木瓜福利影视

Dr. Kate Mancey

Assistant Professor
Musicology
Musicology
k.e.mancey@uu.nl

Kate Mancey is Assistant Professor of Music and Media at Utrecht 木瓜福利影视. Originally from the UK, she earned her undergraduate degree in popular and classical music from the 木瓜福利影视 of Liverpool, followed by a research master's degree with a focus on music and virtual reality from the same institution, and finally a PhD in music theory from Harvard 木瓜福利影视. 

Her research focuses on intersections of music, technology, and society, across various periods and genres. She is especially interested in relationships between (vernacular) philosophies of music and of technology. Her 2024 PhD thesis, The Technophonic Everyday, examines the role of music and sound in human-technology relationships, highlighting the significance of 鈥渢uning in鈥 to the seemingly mundane and ostensibly non-musical machines of our daily lives, such as smartphones and washing machines. Her work calls for a multi-modal approach to music and sound analysis, combining methods from computer-aided analysis with more traditional formal analysis and close listening practices, and considers this in dialogue with archival materials such as catalogues and patents. Her work has been supported by multiple fellowships, including the Kennedy Memorial Trust, the Harry and Majorie Ann Slim Memorial Fellowship, and the Sandra Ohrn Dissertation Fellowship, enabling research travel to Tokyo and Osaka, alongside archival work at the Smithsonian Institute. 

Her multi-modal approach to analysis has influenced her work in other areas of music scholarship, namely the analysis of popular music and audiovisual media. Her research output includes articles and chapters in venues such as Sound Studies and The Oxford Handbook of Video Game Music and Sound. She has presented her research widely at international conferences, including at the annual meetings of the American Musicological Society, the Society for Music Theory, the Royal Music Association, and the International Society for Music Information Retrieval. Alongside these, she has worked on multiple interdisciplinary projects, such as the Boston Rock City linked data project as a Pforzheimer Fellow, and has advised on a range of private sector music-related legal cases.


* WHAT IS BEING ASKED
Check every line of the records below for the string "Aires" and copy the ones that have it.

* RECORD EXTRACTS
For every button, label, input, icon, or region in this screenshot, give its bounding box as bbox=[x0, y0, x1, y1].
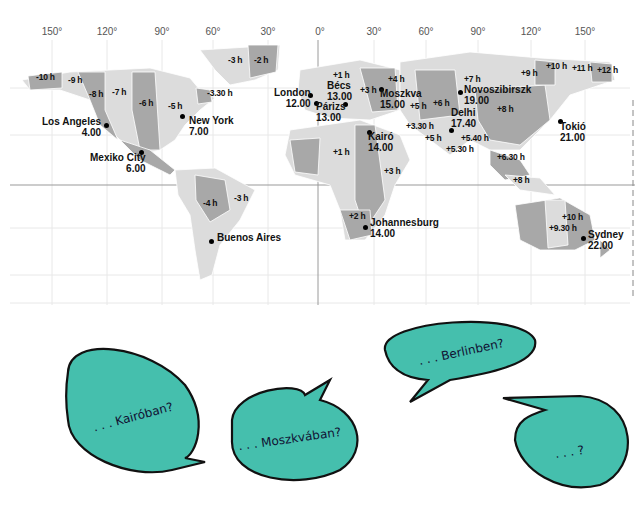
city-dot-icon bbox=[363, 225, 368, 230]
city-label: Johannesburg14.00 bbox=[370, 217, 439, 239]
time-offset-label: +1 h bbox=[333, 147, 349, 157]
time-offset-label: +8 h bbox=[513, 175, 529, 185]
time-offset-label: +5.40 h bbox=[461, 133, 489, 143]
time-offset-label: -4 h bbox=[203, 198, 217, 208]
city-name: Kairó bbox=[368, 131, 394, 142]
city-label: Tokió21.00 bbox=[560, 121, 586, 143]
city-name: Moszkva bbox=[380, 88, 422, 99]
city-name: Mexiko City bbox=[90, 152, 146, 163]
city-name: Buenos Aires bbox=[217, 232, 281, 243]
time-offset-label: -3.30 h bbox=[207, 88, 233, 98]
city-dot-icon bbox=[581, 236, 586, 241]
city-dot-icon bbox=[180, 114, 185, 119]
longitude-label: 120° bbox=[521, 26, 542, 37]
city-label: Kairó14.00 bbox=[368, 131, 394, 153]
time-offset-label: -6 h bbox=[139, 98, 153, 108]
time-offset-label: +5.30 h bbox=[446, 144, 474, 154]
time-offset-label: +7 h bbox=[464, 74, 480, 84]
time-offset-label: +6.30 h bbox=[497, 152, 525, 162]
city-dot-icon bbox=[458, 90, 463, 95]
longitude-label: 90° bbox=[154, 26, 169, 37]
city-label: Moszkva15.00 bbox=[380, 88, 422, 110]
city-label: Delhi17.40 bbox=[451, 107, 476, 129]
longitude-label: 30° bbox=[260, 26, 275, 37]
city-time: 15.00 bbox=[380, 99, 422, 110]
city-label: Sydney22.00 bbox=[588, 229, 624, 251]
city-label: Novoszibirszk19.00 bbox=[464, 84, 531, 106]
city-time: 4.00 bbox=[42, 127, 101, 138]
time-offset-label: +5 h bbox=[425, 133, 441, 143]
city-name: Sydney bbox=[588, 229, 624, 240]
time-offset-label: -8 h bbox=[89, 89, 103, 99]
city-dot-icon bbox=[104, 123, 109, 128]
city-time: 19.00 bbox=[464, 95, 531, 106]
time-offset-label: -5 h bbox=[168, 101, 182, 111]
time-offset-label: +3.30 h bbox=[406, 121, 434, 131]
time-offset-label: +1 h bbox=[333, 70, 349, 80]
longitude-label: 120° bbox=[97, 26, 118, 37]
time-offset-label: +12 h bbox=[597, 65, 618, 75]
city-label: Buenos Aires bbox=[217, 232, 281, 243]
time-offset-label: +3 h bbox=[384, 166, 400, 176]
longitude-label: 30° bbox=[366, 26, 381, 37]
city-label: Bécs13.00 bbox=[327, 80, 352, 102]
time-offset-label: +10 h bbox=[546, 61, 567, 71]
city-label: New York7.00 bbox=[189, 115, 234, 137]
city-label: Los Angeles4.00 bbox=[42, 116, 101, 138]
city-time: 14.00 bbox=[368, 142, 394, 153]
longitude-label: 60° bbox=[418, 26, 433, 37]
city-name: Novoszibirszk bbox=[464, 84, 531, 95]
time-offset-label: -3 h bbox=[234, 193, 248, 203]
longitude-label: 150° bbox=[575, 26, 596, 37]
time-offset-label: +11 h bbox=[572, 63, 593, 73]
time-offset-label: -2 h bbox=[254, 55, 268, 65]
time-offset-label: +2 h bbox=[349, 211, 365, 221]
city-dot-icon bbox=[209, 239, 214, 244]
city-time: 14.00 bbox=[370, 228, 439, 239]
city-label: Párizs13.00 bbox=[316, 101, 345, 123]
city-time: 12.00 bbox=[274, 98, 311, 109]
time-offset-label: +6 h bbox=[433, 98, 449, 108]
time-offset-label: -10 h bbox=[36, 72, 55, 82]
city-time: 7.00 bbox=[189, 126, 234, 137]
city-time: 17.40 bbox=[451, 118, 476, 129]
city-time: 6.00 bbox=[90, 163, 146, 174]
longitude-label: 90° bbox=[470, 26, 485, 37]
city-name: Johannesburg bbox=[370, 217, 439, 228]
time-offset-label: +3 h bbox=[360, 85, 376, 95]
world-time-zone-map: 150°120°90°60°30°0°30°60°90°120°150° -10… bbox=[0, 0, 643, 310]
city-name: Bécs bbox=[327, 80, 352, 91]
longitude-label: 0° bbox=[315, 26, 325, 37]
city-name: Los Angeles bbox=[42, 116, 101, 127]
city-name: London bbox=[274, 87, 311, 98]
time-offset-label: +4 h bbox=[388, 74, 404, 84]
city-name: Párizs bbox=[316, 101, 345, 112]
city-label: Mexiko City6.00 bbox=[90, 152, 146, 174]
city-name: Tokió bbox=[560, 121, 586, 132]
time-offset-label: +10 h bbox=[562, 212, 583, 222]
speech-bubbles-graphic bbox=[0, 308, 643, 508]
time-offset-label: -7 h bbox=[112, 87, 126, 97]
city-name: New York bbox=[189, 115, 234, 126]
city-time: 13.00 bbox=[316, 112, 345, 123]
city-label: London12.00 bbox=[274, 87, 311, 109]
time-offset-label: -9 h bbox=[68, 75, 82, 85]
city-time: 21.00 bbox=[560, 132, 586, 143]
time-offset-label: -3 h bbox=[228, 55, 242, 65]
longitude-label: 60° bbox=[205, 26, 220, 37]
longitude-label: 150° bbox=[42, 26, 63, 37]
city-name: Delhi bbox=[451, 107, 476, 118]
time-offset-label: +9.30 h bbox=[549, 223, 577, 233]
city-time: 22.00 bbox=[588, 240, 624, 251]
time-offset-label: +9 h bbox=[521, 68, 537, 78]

* WRITTEN ANSWER
city-name: Buenos Aires bbox=[217, 232, 281, 243]
city-label: Buenos Aires bbox=[217, 232, 281, 243]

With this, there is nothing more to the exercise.